Friday, November 23, 2012

Woodblock Prints and Spacetime Beetle maps!

Many of us Mad Scientists of Etsy are making art about science, but apparently one can also use art to do science. A few of us make relief prints including molarchae's letterpress prints, sparrowpress's woodblock prints, jackbear's stamps, jvdarcy linocuts or embossed prints, plowerwing linocuts, and my minouette's linocut. Relief prints are made from the surface of a block. The printmaker carves away the excess material (or negative space in the print) and inks the block (in materials like wood, lino or stone) and prints it onto paper (usually) to make a print. It's a method which has a long history and now, it has a new, scientific purpose. I thought I'd share an interesting story about how art history and woodblock printing in particular has allowed one scientist, Blair Hedges, a professor of biology at Penn State University, to map wood-eating insects and their distribution in space and time, from 15th to 19th century Europe. The image is a Renaissance woodcut art print, 'The Rich Man' by Cornelis Anthonisz (1541), showing printed wormholes (owned by the Rjiksmuseum, Amsterdam) - an example of the very database he was able to mine. He showed that two species of woodboring beetles "met along a zone across central Europe like a battle line of two armies" by using the "wormhole record". These insects, which produce different sized holes in wood, left traces in the blocks used by artists to make their prints. Luckily for him, by producing the prints, the artists were also making a record of exactly which holes had already been made in a given piece of wood, at a given time (since prints are dated), since the exit holes made by these insects were inked and printed. It is also generally well-known where an artist was living and working. Thus by examining and measuring the size of more than 3,000 printed wormholes in works of art and books spanning five centuries, from 1462 to 1899, he produced a space-time map of beetle distributions.

Who knew that woodboring beetles were relief printmakers?

He points out that the research is not only a new tool in evolutionary biology and could be used to map wood-boring beetles in other regions, but that it could be a new method for art historians who need to identify the age or origin of woodblock prints and books which contain them.

You can read more here or listen to this fun interview with Dr. Blair (the last 7:45 of the third section) on the CBC Radio show As It Happens.

1 comment:

Katherine said...

How clever! Where science and art meet on the other side.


PROMPT:
Look for the string "with" in the listing below and copy every line in which it appears.

○ ○ ○ ○

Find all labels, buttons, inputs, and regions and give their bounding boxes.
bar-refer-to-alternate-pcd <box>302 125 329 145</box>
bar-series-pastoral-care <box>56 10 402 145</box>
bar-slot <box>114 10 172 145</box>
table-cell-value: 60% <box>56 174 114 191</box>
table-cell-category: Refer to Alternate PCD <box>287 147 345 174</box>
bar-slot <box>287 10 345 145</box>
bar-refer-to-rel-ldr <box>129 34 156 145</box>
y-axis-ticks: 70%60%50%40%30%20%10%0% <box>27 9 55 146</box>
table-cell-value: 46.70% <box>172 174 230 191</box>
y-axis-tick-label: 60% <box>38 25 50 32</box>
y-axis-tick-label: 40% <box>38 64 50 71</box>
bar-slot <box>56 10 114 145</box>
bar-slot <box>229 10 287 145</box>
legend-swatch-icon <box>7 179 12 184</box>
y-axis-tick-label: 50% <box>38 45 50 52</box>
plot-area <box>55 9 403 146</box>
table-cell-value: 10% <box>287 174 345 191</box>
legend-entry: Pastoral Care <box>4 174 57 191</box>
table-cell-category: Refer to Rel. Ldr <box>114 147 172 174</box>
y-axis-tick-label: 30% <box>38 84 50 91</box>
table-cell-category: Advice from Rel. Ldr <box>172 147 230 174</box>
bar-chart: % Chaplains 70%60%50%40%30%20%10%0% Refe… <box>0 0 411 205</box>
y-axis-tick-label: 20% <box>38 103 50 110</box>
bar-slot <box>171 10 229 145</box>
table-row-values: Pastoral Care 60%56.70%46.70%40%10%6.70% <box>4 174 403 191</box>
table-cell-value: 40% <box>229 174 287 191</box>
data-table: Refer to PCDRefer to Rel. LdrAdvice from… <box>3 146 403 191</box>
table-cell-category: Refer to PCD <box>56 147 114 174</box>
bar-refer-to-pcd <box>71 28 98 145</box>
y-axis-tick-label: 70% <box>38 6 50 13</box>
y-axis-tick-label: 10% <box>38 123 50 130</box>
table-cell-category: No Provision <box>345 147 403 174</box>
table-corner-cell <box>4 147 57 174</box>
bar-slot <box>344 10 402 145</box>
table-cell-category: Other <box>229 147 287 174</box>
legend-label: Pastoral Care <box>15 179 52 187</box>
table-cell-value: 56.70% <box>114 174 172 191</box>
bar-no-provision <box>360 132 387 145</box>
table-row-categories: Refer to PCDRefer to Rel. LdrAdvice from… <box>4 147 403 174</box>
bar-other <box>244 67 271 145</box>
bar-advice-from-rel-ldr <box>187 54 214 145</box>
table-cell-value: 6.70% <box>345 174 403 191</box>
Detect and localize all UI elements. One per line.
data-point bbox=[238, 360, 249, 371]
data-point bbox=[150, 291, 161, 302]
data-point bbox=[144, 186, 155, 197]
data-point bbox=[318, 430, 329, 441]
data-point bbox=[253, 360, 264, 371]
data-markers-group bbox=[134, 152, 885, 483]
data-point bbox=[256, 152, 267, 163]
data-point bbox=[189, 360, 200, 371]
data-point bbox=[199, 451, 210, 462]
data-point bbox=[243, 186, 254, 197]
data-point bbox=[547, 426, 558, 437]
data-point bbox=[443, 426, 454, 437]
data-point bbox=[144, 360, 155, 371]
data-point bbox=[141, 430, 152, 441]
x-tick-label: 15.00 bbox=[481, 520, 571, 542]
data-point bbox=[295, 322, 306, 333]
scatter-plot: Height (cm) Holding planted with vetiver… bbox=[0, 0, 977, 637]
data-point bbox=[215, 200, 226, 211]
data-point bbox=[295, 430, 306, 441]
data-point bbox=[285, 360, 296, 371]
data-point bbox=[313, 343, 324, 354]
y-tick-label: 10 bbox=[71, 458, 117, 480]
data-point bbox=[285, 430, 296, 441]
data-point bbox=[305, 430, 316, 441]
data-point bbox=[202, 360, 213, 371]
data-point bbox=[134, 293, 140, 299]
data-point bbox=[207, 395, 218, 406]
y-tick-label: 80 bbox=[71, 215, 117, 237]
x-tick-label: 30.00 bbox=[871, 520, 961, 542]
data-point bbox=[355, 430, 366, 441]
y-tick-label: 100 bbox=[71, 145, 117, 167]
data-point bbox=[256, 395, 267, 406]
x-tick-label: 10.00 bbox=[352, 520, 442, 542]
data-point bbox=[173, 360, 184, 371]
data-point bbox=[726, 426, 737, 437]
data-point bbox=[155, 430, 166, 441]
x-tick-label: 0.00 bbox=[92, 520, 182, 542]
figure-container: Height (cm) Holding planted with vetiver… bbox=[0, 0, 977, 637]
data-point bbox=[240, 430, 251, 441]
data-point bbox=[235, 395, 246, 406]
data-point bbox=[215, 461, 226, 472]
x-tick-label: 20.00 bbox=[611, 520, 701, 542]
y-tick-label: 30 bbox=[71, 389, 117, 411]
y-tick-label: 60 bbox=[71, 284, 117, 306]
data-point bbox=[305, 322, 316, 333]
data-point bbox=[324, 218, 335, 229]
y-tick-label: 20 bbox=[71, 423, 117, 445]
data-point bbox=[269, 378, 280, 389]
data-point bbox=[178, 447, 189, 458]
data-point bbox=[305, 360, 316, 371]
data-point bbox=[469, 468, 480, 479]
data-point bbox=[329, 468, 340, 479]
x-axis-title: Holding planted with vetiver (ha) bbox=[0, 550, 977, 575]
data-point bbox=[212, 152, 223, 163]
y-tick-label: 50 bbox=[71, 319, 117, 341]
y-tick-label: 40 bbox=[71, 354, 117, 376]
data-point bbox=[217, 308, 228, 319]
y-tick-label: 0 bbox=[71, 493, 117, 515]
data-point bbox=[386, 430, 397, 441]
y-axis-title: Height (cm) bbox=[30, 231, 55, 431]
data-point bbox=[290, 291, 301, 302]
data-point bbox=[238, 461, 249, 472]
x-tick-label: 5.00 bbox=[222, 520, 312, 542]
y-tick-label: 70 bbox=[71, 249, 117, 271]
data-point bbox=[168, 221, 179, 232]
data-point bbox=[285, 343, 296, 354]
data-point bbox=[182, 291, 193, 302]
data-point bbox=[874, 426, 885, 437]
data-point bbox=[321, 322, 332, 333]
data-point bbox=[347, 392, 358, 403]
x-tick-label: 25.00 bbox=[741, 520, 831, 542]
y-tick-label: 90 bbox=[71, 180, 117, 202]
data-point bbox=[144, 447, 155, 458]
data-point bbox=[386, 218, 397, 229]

○ ○ ○ ○

TASK OUTPUT:
scatter-plot: Height (cm) Holding planted with vetiver… bbox=[0, 0, 977, 637]
figure-container: Height (cm) Holding planted with vetiver… bbox=[0, 0, 977, 637]
x-axis-title: Holding planted with vetiver (ha) bbox=[0, 550, 977, 575]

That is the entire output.